Microeconomic Essentials

Jay Prag

MIT Press
2020
nidottu
This concise and nontechnical introduction to microeconomics emphasizes concepts over mathematics. Keeping in mind that sometimes the most accurate model is not very useful in the real world, Microeconomic Essentials balances economics as mathematics with economics as a social process. Microeconomics is part of daily life; gas prices, wage increases, the rising cost of health care, international trade- all are microeconomic topics. Therefore, like its predecessor, Macroeconomic Essentials, this textbook accompanies its explanations with examples and real-world applications.The book covers the basic market model of supply and demand, showing how this "powerhouse" model can explain most price changes in the market.
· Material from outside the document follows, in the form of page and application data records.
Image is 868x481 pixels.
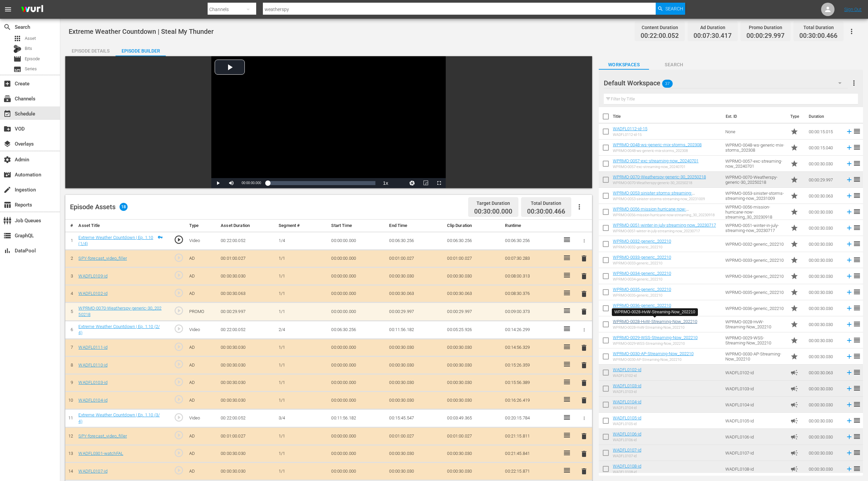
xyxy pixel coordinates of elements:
[503,356,561,374] td: 00:15:26.359
[4,125,11,132] span: VOD
[845,369,852,376] svg: Add to Episode
[806,300,843,316] td: 00:00:30.030
[852,239,861,247] span: reorder
[445,320,503,338] td: 00:05:25.926
[174,305,184,315] span: play_circle_outline
[806,252,843,268] td: 00:00:30.030
[804,107,845,126] th: Duration
[503,268,561,285] td: 00:08:00.313
[4,232,11,239] span: GraphQL
[613,197,720,201] div: WPRMO-0053-sinister-storms-streaming-now_20231009
[790,352,798,361] span: Promo
[65,303,75,320] td: 5
[387,303,445,320] td: 00:00:29.997
[387,268,445,285] td: 00:00:30.030
[14,34,21,42] span: Asset
[65,43,115,59] div: Episode Details
[613,399,642,404] a: WADFL0104-id
[580,466,588,476] button: delete
[852,303,861,312] span: reorder
[613,255,671,259] a: WPRMO-0033-generic_202210
[580,344,588,351] span: delete
[387,356,445,374] td: 00:00:30.030
[580,378,588,387] button: delete
[613,245,671,249] div: WPRMO-0032-generic_202210
[845,176,852,183] svg: Add to Episode
[790,304,798,312] span: Promo
[187,285,218,303] td: AD
[25,35,36,41] span: Asset
[613,384,642,388] a: WADFL0103-id
[276,356,329,374] td: 1/1
[806,155,843,172] td: 00:00:30.030
[613,326,697,329] div: WPRMO-0028-HvW-Streaming-Now_202210
[665,3,683,15] span: Search
[218,220,276,232] th: Asset Duration
[641,32,678,40] span: 00:22:00.052
[503,303,561,320] td: 00:09:00.373
[723,123,788,140] td: None
[852,176,861,183] span: reorder
[613,238,671,244] a: WPRMO-0032-generic_202210
[580,449,588,458] button: delete
[503,338,561,356] td: 00:14:56.329
[78,451,123,455] a: WADFL0301-watchFAL
[613,223,716,227] a: WPRMO-0051-winter-in-july-streaming-now_20230717
[4,95,11,103] span: Channels
[503,232,561,249] td: 00:06:30.256
[387,320,445,338] td: 00:11:56.182
[613,287,671,292] a: WPRMO-0035-generic_202210
[850,79,858,87] span: more_vert
[78,273,108,279] a: WADFL0109-id
[78,433,127,439] a: SPY-forecast_video_filler
[65,268,75,285] td: 3
[241,181,260,185] span: 00:00:00.000
[218,232,276,249] td: 00:22:00.052
[723,220,788,235] td: WPRMO-0051-winter-in-july-streaming-now_20230717
[387,249,445,268] td: 00:01:00.027
[329,268,387,285] td: 00:00:00.000
[419,178,433,188] button: Picture-in-Picture
[613,261,671,265] div: WPRMO-0033-generic_202210
[845,272,852,280] svg: Add to Episode
[474,208,513,215] span: 00:30:00.000
[613,270,671,276] a: WPRMO-0034-generic_202210
[212,178,225,188] button: Play
[806,188,843,204] td: 00:00:30.063
[806,364,843,381] td: 00:00:30.063
[14,55,21,63] span: Episode
[65,220,75,232] th: #
[445,303,503,320] td: 00:00:29.997
[4,246,11,255] span: DataPool
[276,249,329,268] td: 1/1
[580,467,588,475] span: delete
[845,143,852,151] svg: Add to Episode
[387,285,445,303] td: 00:00:30.063
[187,268,218,285] td: AD
[433,178,446,188] button: Fullscreen
[723,172,788,188] td: WPRMO-0070-Weatherspy-generic-30_20250218
[187,356,218,374] td: AD
[25,45,32,52] span: Bits
[276,285,329,303] td: 1/1
[614,309,695,315] div: WPRMO-0028-HvW-Streaming-Now_202210
[580,307,588,315] span: delete
[78,397,108,403] a: WADFL0104-id
[693,23,732,32] div: Ad Duration
[723,188,788,204] td: WPRMO-0053-sinister-storms-streaming-now_20231009
[276,303,329,320] td: 1/1
[65,338,75,356] td: 7
[613,293,671,297] div: WPRMO-0035-generic_202210
[723,252,788,268] td: WPRMO-0033-generic_202210
[14,45,21,52] div: Bits
[613,277,671,281] div: WPRMO-0034-generic_202210
[115,43,166,56] button: Episode Builder
[329,320,387,338] td: 00:06:30.256
[65,320,75,338] td: 6
[613,341,698,346] div: WPRMO-0029-WSS-Streaming-Now_202210
[4,200,11,209] span: Reports
[723,364,788,381] td: WADFL0102-id
[115,43,166,59] div: Episode Builder
[613,132,647,137] div: WADFL0112-id-15
[580,307,588,316] button: delete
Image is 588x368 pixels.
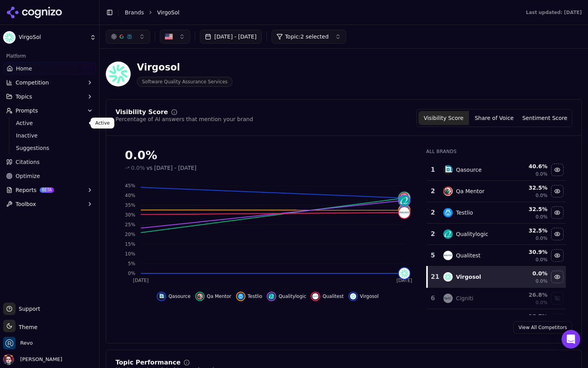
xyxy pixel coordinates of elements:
div: Qualitest [456,252,480,259]
img: qasource [443,165,453,174]
tr: 6cignitiCigniti26.8%0.0%Show cigniti data [427,288,566,309]
span: Optimize [15,172,40,180]
div: All Brands [426,148,566,155]
img: qualitest [313,293,319,299]
img: VirgoSol [106,61,131,86]
span: VirgoSol [19,34,87,41]
span: Revo [20,340,33,346]
button: Toolbox [3,198,96,210]
div: Visibility Score [115,109,168,115]
img: United States [165,33,173,40]
tr: 1qasourceQasource40.6%0.0%Hide qasource data [427,159,566,180]
span: Reports [15,186,37,194]
tr: 21virgosolVirgosol0.0%0.0%Hide virgosol data [427,266,566,288]
div: Percentage of AI answers that mention your brand [115,115,253,123]
img: qualitylogic [443,229,453,238]
div: 32.5 % [512,205,548,213]
tspan: 5% [128,261,136,266]
span: 0.0% [131,164,145,172]
span: Qualitest [322,293,344,299]
tspan: 30% [125,212,136,218]
button: Sentiment Score [520,111,570,125]
a: Active [13,118,87,128]
div: 40.6 % [512,162,548,170]
button: Open organization switcher [3,337,33,349]
img: qualitest [443,250,453,260]
button: Hide qa mentor data [551,185,563,197]
span: Qa Mentor [207,293,232,299]
button: Hide virgosol data [349,291,379,301]
tspan: 40% [125,192,136,198]
div: Open Intercom Messenger [562,330,580,348]
div: 2 [430,208,436,217]
img: VirgoSol [3,31,15,44]
span: Support [15,305,40,313]
div: Platform [3,50,96,62]
tr: 18.7%Show tricentis data [427,309,566,330]
span: 0.0% [536,171,548,177]
span: Virgosol [360,293,379,299]
div: Testlio [456,209,473,217]
span: Citations [15,158,40,166]
button: Share of Voice [469,111,520,125]
span: Qualitylogic [279,293,306,299]
div: 0.0% [125,148,411,162]
span: 0.0% [536,278,548,284]
div: 0.0 % [512,270,548,277]
div: 6 [430,294,436,303]
button: [DATE] - [DATE] [200,30,262,44]
img: qualitest [399,207,410,218]
span: Prompts [15,107,38,114]
div: 2 [430,186,436,196]
img: qualitylogic [268,293,275,299]
img: qa mentor [399,192,410,203]
button: Hide qualitest data [311,291,344,301]
a: Inactive [13,130,87,141]
button: Topics [3,90,96,103]
a: Citations [3,156,96,168]
button: Hide qasource data [551,163,563,176]
img: testlio [238,293,244,299]
tr: 2qualitylogicQualitylogic32.5%0.0%Hide qualitylogic data [427,224,566,245]
tr: 2testlioTestlio32.5%0.0%Hide testlio data [427,202,566,224]
span: Inactive [16,132,84,139]
button: Hide qualitest data [551,249,563,261]
a: Brands [125,9,144,15]
div: 32.5 % [512,184,548,191]
span: 0.0% [536,256,548,262]
a: Optimize [3,170,96,182]
button: Show cigniti data [551,292,563,305]
img: Revo [3,337,15,349]
button: Hide qualitylogic data [551,227,563,240]
tspan: 15% [125,241,136,247]
button: Hide virgosol data [551,271,563,283]
img: Deniz Ozcan [3,354,14,365]
button: Hide testlio data [551,206,563,219]
img: qa mentor [443,186,453,196]
img: qasource [158,293,164,299]
div: 2 [430,229,436,238]
span: Home [16,65,32,72]
tspan: [DATE] [396,277,412,283]
button: Show tricentis data [551,313,563,326]
span: 0.0% [536,235,548,241]
img: qualitylogic [399,195,410,206]
div: Qualitylogic [456,230,488,238]
img: virgosol [350,293,356,299]
div: Last updated: [DATE] [526,9,582,15]
tspan: 25% [125,222,136,227]
a: Home [3,62,96,75]
div: 5 [430,250,436,260]
button: Prompts [3,104,96,117]
div: 26.8 % [512,291,548,299]
nav: breadcrumb [125,9,510,16]
span: Active [16,119,84,127]
span: BETA [40,187,54,192]
div: Virgosol [456,273,481,281]
span: Topic: 2 selected [285,33,328,40]
span: vs [DATE] - [DATE] [146,164,197,172]
span: Testlio [248,293,262,299]
a: Suggestions [13,143,87,153]
button: Visibility Score [419,111,469,125]
button: Hide qasource data [157,291,191,301]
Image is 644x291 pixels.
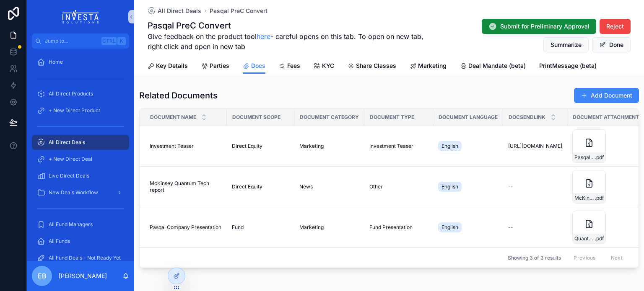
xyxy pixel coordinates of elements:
span: All Fund Deals - Not Ready Yet [49,255,121,262]
span: Jump to... [45,37,98,45]
a: Investment Teaser [150,143,222,150]
span: All Direct Products [49,91,93,97]
a: KYC [313,58,334,75]
span: Document Attachment [573,114,639,121]
a: Pasqal-Investment-Teaser.pdf [573,129,639,163]
span: Share Classes [356,61,396,70]
div: scrollable content [27,49,134,261]
span: Direct Equity [232,184,263,190]
span: -- [508,184,513,190]
span: All Direct Deals [49,139,85,146]
a: Key Details [148,58,188,75]
span: Document Language [438,114,498,121]
a: McKinsey-Quantum-Tech-report.pdf [573,170,639,204]
a: + New Direct Product [32,103,129,118]
a: + New Direct Deal [32,152,129,167]
span: Direct Equity [232,143,263,150]
a: Fees [279,58,300,75]
a: Pasqal Company Presentation [150,224,222,231]
a: Direct Equity [232,184,289,190]
span: English [442,224,458,231]
span: EB [37,271,47,281]
span: Key Details [156,61,188,70]
span: Marketing [299,143,323,150]
span: Document Category [300,114,359,121]
a: English [438,221,498,234]
h1: Pasqal PreC Convert [148,19,438,31]
a: Deal Mandate (beta) [460,58,526,75]
h1: Related Documents [139,89,218,101]
a: Share Classes [347,58,396,75]
a: New Deals Workflow [32,185,129,200]
a: All Fund Deals - Not Ready Yet [32,250,129,266]
span: Fund [232,224,244,231]
span: All Funds [49,238,70,245]
a: Quantonation-II-Teaser-July-25-(1).pdf [573,211,639,244]
a: All Direct Deals [148,7,201,15]
button: Done [592,37,631,52]
span: .pdf [595,236,604,242]
span: Marketing [418,61,446,70]
span: English [442,184,458,190]
img: App logo [63,10,99,23]
a: All Funds [32,234,129,249]
span: Quantonation-II-Teaser-July-25-(1) [575,236,595,242]
a: All Fund Managers [32,217,129,232]
span: + New Direct Product [49,107,100,114]
a: McKinsey Quantum Tech report [150,180,222,194]
span: All Direct Deals [158,7,201,15]
a: Direct Equity [232,143,289,150]
a: News [299,184,359,190]
button: Summarize [543,37,589,52]
a: -- [508,184,562,190]
a: Fund Presentation [369,224,428,231]
span: News [299,184,313,190]
a: Pasqal PreC Convert [210,7,267,15]
p: [PERSON_NAME] [59,272,107,280]
a: All Direct Products [32,86,129,101]
span: K [118,37,125,45]
a: Marketing [410,58,446,75]
span: Showing 3 of 3 results [508,255,561,262]
a: English [438,139,498,153]
span: English [442,143,458,150]
span: Document Scope [232,114,281,121]
span: Investment Teaser [369,143,414,150]
a: Parties [201,58,229,75]
span: Document Type [370,114,414,121]
span: -- [508,224,513,231]
span: Submit for Preliminary Approval [500,22,589,31]
span: All Fund Managers [49,221,93,228]
span: Parties [210,61,229,70]
span: Investment Teaser [150,143,194,150]
a: Fund [232,224,289,231]
a: Live Direct Deals [32,168,129,184]
span: Summarize [550,41,581,49]
span: Pasqal-Investment-Teaser [575,154,595,161]
a: Marketing [299,224,359,231]
span: Fees [287,61,300,70]
a: Other [369,184,428,190]
span: McKinsey-Quantum-Tech-report [575,195,595,202]
a: Marketing [299,143,359,150]
span: Marketing [299,224,323,231]
a: PrintMessage (beta) [539,58,597,75]
span: Ctrl [102,37,116,45]
a: [URL][DOMAIN_NAME] [508,143,562,150]
span: .pdf [595,154,604,161]
span: Reject [606,22,624,31]
a: Home [32,55,129,69]
span: Deal Mandate (beta) [468,61,526,70]
span: PrintMessage (beta) [539,61,597,70]
span: New Deals Workflow [49,190,98,196]
span: Document Name [150,114,196,121]
button: Submit for Preliminary Approval [482,19,596,34]
button: Add Document [574,88,639,103]
span: Pasqal Company Presentation [150,224,221,231]
a: All Direct Deals [32,135,129,150]
a: Docs [243,58,265,74]
span: Docs [251,61,265,70]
It discusses government intervention in the market; consumer theory and utility maximization, considering both concepts and real-world issues; the theory of the firm, "de-mathematizing" marginal revenue, marginal cost, and other topics; monopolies; perfect competition; and imperfect competition and oligopolies, as illustrated by OPEC, Coke, and Pepsi. It discusses game theory, reviewing the familiar models and concepts-while cautioning that game theory is best thought of as "a state of mind"; input markets; welfare and public economics, applying the tools presented in previous chapters; and international trade. Each chapter ends with examples and exercises. Appendixes supply answers to sample exam questions and solutions to even-numbered exercises.
Tornado of Life

Tornado of Life

Jay Baruch

MIT PRESS LTD
2024
nidottu
Stories from the ER: a doctor shows how empathy, creativity, and imagination are the cornerstones of clinical care.To be an emergency room doctor is to be a professional listener to stories. Each patient presents a story; finding the heart of that story is the doctor’s most critical task. More technology, more tests, and more data won’t work if doctors get the story wrong. When caring for others can feel like venturing into uncharted territory without a map, empathy, creativity, imagination, and thinking like a writer become the cornerstones of clinical care. In Tornado of Life, ER physician Jay Baruch shares these struggles in a series of short, powerful, and affecting essays that invite the reader into stories rich with complexity and messiness.Patients come to the ER with lives troubled by scales of misfortune that have little to do with disease or injury. ER doctors must be problem-finders before they are problem-solvers. Cheryl, for example, whose story is a chaos narrative of “and this happened, and then that happened, and then, and then and then and then,” tells Baruch she is “stuck in a tornado of life.” What will help her, and what will help Mr. K., who seems like a textbook case of post-combat PTSD but turns out not to be? Baruch describes, among other things, the emergency of loneliness (invoking Chekhov, another doctor-writer); his own (frightening) experience as a patient; the patient who demanded a hug; and emergency medicine during COVID-19. These stories often end without closure or solutions. The patients are discharged into the world. But if they’re lucky, the doctor has listened to their stories as well as treated them.
American Catholic Experience

American Catholic Experience

Jay P. Dolan

University of Notre Dame Press
1992
nidottu
Spanning nearly 500 years, The American Catholic Experience describes the Catholic experience from the arrival of Columbus and the other European explorers to the present day. Jay P. Dolan discusses Catholicism as it spread across the New World, transforming—and being transformed by—the land and its people. The book traces the evolution of the urban ethnic communities by examining the vital contributions of the immigrant church to Catholicism. Finally, Dolan examines the controversy of the modern church and the extraordinary changes in the Catholic consciousness as it comes to grips with such contemporary social and theological issues as war and peace, the arms race, abortion, social justice, the ordination of women, and a married clergy.